Bouncing Toward Writing: A Beginning



Getting started with writing can be elusive. We believe we want to write. We have ideas for stories. We find a phrase turning over and over in our minds. But somehow, we don’t start. Or we do, and it seems to go nowhere. 

This is where the professionals have us. They have habit. They write regularly. Often every day. That habit not only strings words together, but it makes it easy to sit down and capture ideas. For the pros, their expectations are lower than for the rest of us mortals. They don’t expect the perfect draft immediately. They know that the writing will twist and turn away from the anticipated destination. They are confident that some of today’s writing will be thrown away. 

They are confident.

That’s the big thing. They know that by returning to their craft day after day they will amass, revise, refine, and ultimately, after much work, have a text they are willing to share with readers—be they friends or editors or the paying public.

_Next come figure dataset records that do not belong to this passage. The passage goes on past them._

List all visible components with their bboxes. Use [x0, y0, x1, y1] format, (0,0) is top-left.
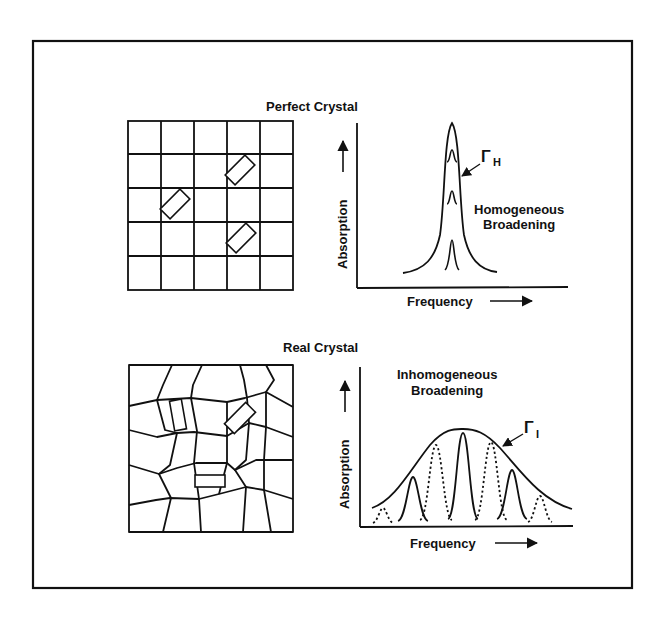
solid-sub-lines: [398, 433, 527, 521]
sub-line: [448, 433, 478, 519]
defect: [160, 189, 190, 219]
crystal-broadening-figure: Perfect Crystal Absorption: [0, 0, 655, 623]
sub-line: [420, 445, 452, 520]
x-axis-label: Frequency: [407, 294, 474, 309]
homogeneous-chart: Absorption Frequency Γ H Homogeneous Bro…: [335, 123, 568, 309]
defect: [226, 223, 256, 253]
sub-line: [528, 496, 552, 522]
figure-frame: [33, 41, 632, 588]
x-axis-label: Frequency: [410, 536, 477, 551]
real-crystal-panel: Real Crystal Absorption: [129, 340, 573, 551]
defect: [224, 402, 255, 433]
defect: [225, 155, 255, 185]
gamma-i-subscript: I: [536, 428, 539, 440]
perfect-lattice-grid: [128, 121, 293, 290]
perfect-lattice-defects: [160, 155, 256, 253]
perfect-crystal-title: Perfect Crystal: [266, 99, 358, 114]
x-axis: [357, 287, 568, 288]
dotted-sub-lines: [373, 442, 552, 523]
x-axis: [360, 526, 573, 527]
gamma-i-pointer-arrow-icon: [503, 434, 523, 446]
defect: [195, 475, 225, 487]
perfect-crystal-panel: Perfect Crystal Absorption: [128, 99, 568, 309]
homogeneous-label-line1: Homogeneous: [474, 202, 564, 217]
real-lattice-grid: [129, 365, 293, 532]
sub-line: [373, 508, 393, 523]
homogeneous-component-line: [447, 150, 457, 162]
gamma-h-pointer-arrow-icon: [462, 164, 480, 176]
defect: [169, 399, 186, 431]
homogeneous-component-line: [445, 240, 459, 270]
homogeneous-component-line: [447, 191, 457, 204]
real-lattice-defects: [169, 399, 255, 487]
y-axis-label: Absorption: [335, 200, 350, 269]
inhomogeneous-chart: Absorption Frequency Γ I: [337, 367, 573, 551]
homogeneous-label-line2: Broadening: [483, 217, 555, 232]
gamma-i-symbol: Γ: [524, 419, 534, 436]
inhomogeneous-label-line2: Broadening: [411, 383, 483, 398]
inhomogeneous-label-line1: Inhomogeneous: [397, 367, 497, 382]
y-axis-label: Absorption: [337, 440, 352, 509]
sub-line: [497, 470, 527, 519]
gamma-h-symbol: Γ: [481, 148, 491, 165]
gamma-h-subscript: H: [493, 156, 501, 168]
real-crystal-title: Real Crystal: [283, 340, 358, 355]
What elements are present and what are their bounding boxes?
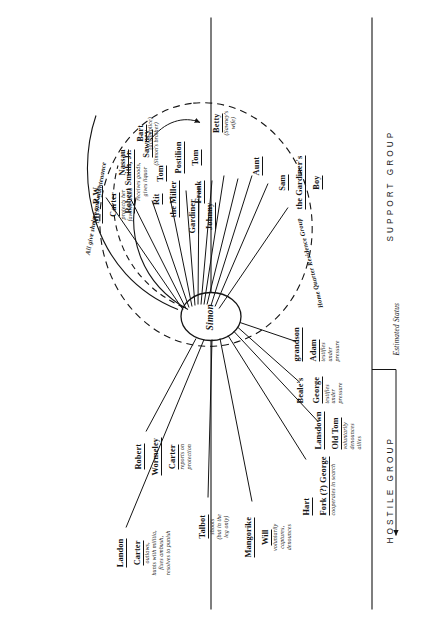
node-name: Old Tom <box>332 417 342 449</box>
node-name: the Gardiner's <box>296 155 306 209</box>
node-name: grandson <box>293 327 303 361</box>
node-desc: voluntarily denounces allies <box>342 411 362 449</box>
node-label-aunt: Aunt <box>246 156 263 175</box>
node-desc: voluntarily captures, denounces <box>272 517 292 557</box>
node-name: Landon <box>117 538 127 567</box>
node-label-lansdown-old-tom: Lansdown Old Tom voluntarily denounces a… <box>308 411 363 449</box>
node-label-hart-fork-george: Hart Fork (?) George cooperates in searc… <box>296 456 337 515</box>
node-label-tom: Tom <box>150 165 167 181</box>
node-name: Tom <box>192 149 202 165</box>
support-group-banner: SUPPORT GROUP <box>386 129 395 241</box>
node-name: Fork (?) George <box>320 456 330 515</box>
node-label-robert-wormeley-carter: Robert Wormeley Carter reports on protec… <box>128 437 193 475</box>
node-name: Nassau <box>119 149 129 175</box>
node-name: Rit <box>153 193 163 204</box>
node-name: Sam <box>279 174 289 190</box>
node-name: Boy <box>313 175 323 189</box>
node-name: Beale's <box>297 377 306 403</box>
node-label-nassau: Nassau <box>112 149 129 175</box>
node-label-rit-the-miller: Rit the Miller <box>146 180 180 217</box>
node-label-sam-gardiners-boy: Sam the Gardiner's Boy <box>272 155 323 209</box>
node-label-grandson-adam: grandson Adam testifies under pressure <box>286 327 341 361</box>
node-name: Aunt <box>253 156 263 175</box>
node-label-bart: Bart (accomplice) <box>130 117 154 149</box>
node-name: Wormeley <box>152 437 162 475</box>
node-name: Robert <box>135 443 145 469</box>
node-desc: (accomplice) <box>147 117 154 149</box>
node-name: Talbot <box>199 514 209 538</box>
node-name: Hart <box>303 497 313 515</box>
node-name: George <box>313 376 323 403</box>
node-label-talbot: Talbot shoots (but in the leg only) <box>192 513 230 539</box>
hostile-group-banner: HOSTILE GROUP <box>386 435 395 543</box>
node-desc: reports on protection <box>179 437 193 475</box>
sociogram-canvas: Simon Home Quarter Residence Group All g… <box>0 0 422 627</box>
node-name: Lansdown <box>315 411 325 449</box>
node-label-betty: Betty (Sawney's wife) <box>206 110 237 135</box>
node-label-gardiner-johnny: Gardiner Johnny <box>182 199 216 233</box>
node-label-frank: Frank <box>188 180 205 203</box>
node-name: Adam <box>310 339 320 361</box>
node-name: Carter <box>169 444 179 469</box>
node-desc: outlaws, hunts with militia, fixes ambus… <box>144 530 171 575</box>
node-name: Frank <box>195 180 205 203</box>
node-desc: shoots (but in the leg only) <box>209 513 229 539</box>
node-name: Tom <box>157 165 167 181</box>
simon-node-label: Simon <box>204 303 215 330</box>
node-name: Mangorike <box>245 517 255 557</box>
node-name: Carter <box>134 540 144 565</box>
estimated-status-label: Estimated Status <box>392 302 401 355</box>
node-desc: testifies under pressure <box>320 327 340 361</box>
node-name: Will <box>262 529 272 545</box>
node-name: the Miller <box>170 180 180 217</box>
node-label-beales-george: Beale's George testifies under pressure <box>290 376 344 403</box>
node-desc: cooperates in search <box>330 456 337 515</box>
node-label-mangorike-will: Mangorike Will voluntarily captures, den… <box>238 517 293 557</box>
node-label-postilion-tom: Postilion Tom <box>168 141 202 173</box>
node-name: Postilion <box>175 141 185 173</box>
node-name: Mrs. R.W. <box>93 185 103 223</box>
node-desc: (Sawney's wife) <box>223 110 237 135</box>
node-name: Johnny <box>206 202 216 229</box>
diagram-stage: Simon Home Quarter Residence Group All g… <box>0 0 422 627</box>
node-desc: (Simon's brother) <box>153 122 160 165</box>
node-name: Betty <box>213 113 223 133</box>
node-desc: testifies under pressure <box>324 376 344 403</box>
node-name: Gardiner <box>189 199 199 233</box>
node-name: Bart <box>137 124 147 141</box>
node-label-landon-carter: Landon Carter outlaws, hunts with militi… <box>110 530 171 575</box>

The rest of us have dreams, ephemeral dreams that we worry will disappear in the light of day. And so they do. Because we don’t have habit and we lack confidence and so we let our worst nightmares take over and we don’t sit down and string words together. The feeling of failure grows within and we say, feeling like frauds: “I’d like to write.” “I can’t find time to write.” “Someday I’ll write the great American novel.”

To do that, we must start. One word in front of another, steps across the page. In the best of circumstances, when the phrase gets caught in my head I sit down not just to write those seven words, but to follow where they lead for 20 minutes or so. Most of the time, I don’t even have that much inspiration so I trick myself into beginning. I read a favorite passage from a writer I admire. I google a bit of research on an idea I heard on the radio. I write an email to someone about something I want to write. Each of these tricks moves me toward beginning without calling it that, without putting the fear of failure front and center. 

I also say, “This won’t be part of the story, I’m just getting down some notes.” It’s a little lie, but an effective one. Without the fear, notes can turn into something if I stay with them awhile.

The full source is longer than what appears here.